Jervis took on a mocking tone. “You know what it is?” he said, his tone scandalous. “Miranda’s worked here too long. The puns are bleeding into her Harvard English-Speaking Skills, or whatever it is she studied –”
“Critical Discourse and Language Specialist,” she interrupted, cutting Jervis off from further mangling the name of her degree.
“Whatever it was,” Jervis continued, “it’s become infected by years of constant worldwide punomenons that have pervaded her precious, pretty little head. So now she can’t take one more customer asking her for a Ginseng Rinsing. She won’t be able to brew one more Caramacchiato with the knowledge that she’s directly supporting the horrid, despicable puns she’s come to loathe, hate, despise and detest with every fibre of her being.”
He raised a dramatic hand into the air, his voice going quite Shakespearian. “Damn the money! Damn the regular work! Damn the neverending supply of free coffee whenever you ask for it! Miranda Dillinger, the puns have invaded your life for too long! Will you finally free yourself from this torture, and abandon the independent coffee shop you helped build from the ground up? Will you cast off the shackles of the business you aided in toppling the local branches of Sundeers and Estefan Corduroys?” His hand dropped down, pointing an accusatory finger at her. “Will you yield your job and leave us forever?!”
Inside, Miranda was laughing her ass off.
Outside, she merely nodded grimly, her expression downcast and forlorn. “Yes, Jervis Baker, you’re right. I am so dissatisfied with my life of puns, I’m just heading off to Spectre Point to commit sepuku and cast my lifeless body into the shadowy abyssal maw below. I cannot live with the knowledge I’ve fostered such puntastic behaviour.”
Jervis nodded, his expression equally defeatist. “I know, sweetie. It’s a hard admission, but we all come to it at sometime.”
He held Miranda’s gaze for a moment, as they both looked at each other in grim assurance of Miranda’s sealed fate. The air became like dampened electricity, with the two coffee workers watching like mournful vultures circling the abyss below. Miranda heard a slow, funeral-like dirge playing slowly in her head, minor key in full force and piano meshing beautifully with deep horns.
Jervis was speaking the truth.
“But you can’t die! You’re my friend, and I’d be sad!”

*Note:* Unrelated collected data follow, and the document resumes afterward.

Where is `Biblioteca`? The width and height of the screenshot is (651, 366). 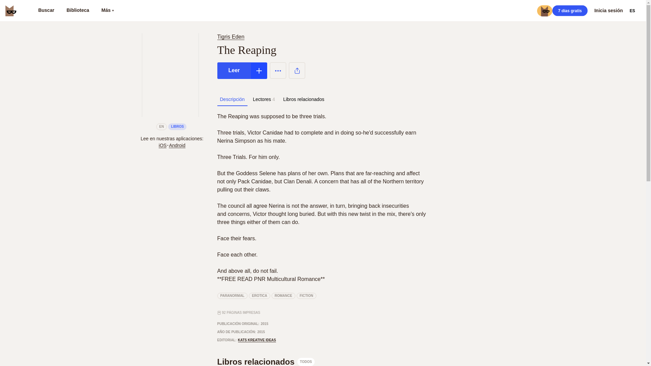
Biblioteca is located at coordinates (78, 11).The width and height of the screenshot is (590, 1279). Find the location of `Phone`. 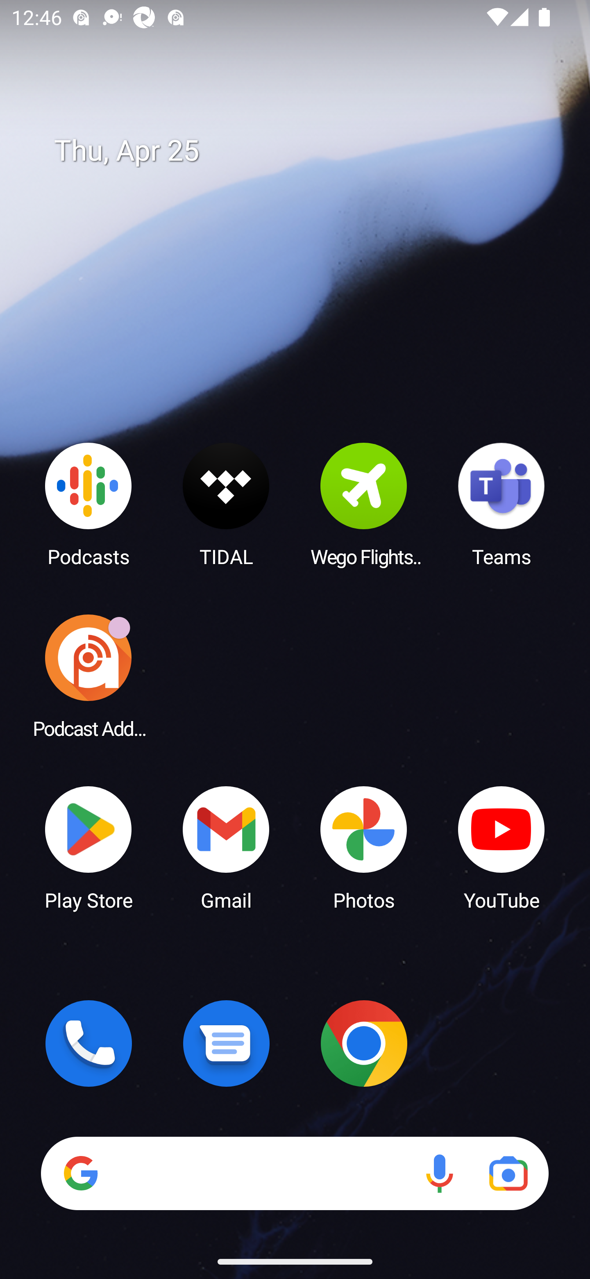

Phone is located at coordinates (88, 1043).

Miranda and Jervis turned their heads slowly to regard Berry, her expression horrified and her hands lowering from her mouth towards her chin in shock. The young girl’s pale grey eyes were wider than Miranda had ever seen them.
There was a pause, then the laughter that Miranda had felt when Jervis accosted her exploded outwards in a wave of hilarious reaction. Jervis joined in, laughing jovially and squinting his eyes shut as they burst out into jolly sounds. Miranda haphazardly put down the bills she’d been counting and walked over to Jervis, giving him a hug and still laughing herself sick.
It took Berry a few seconds to work out that she’d been duped, at which point she fixed Miranda with an icy, decidedly un-joking glare. “That wasn’t funny.”
“Are you kidding?” Jervis shouted through laughs. “That was the best thing I’ve heard all day!”
A shrill cry rang out from the back of the shop, where Mildred was running up EFTPOS receipts. “What’s going on out there?”
Miranda and Jervis turned and answered in unison. “Nothing, boss!”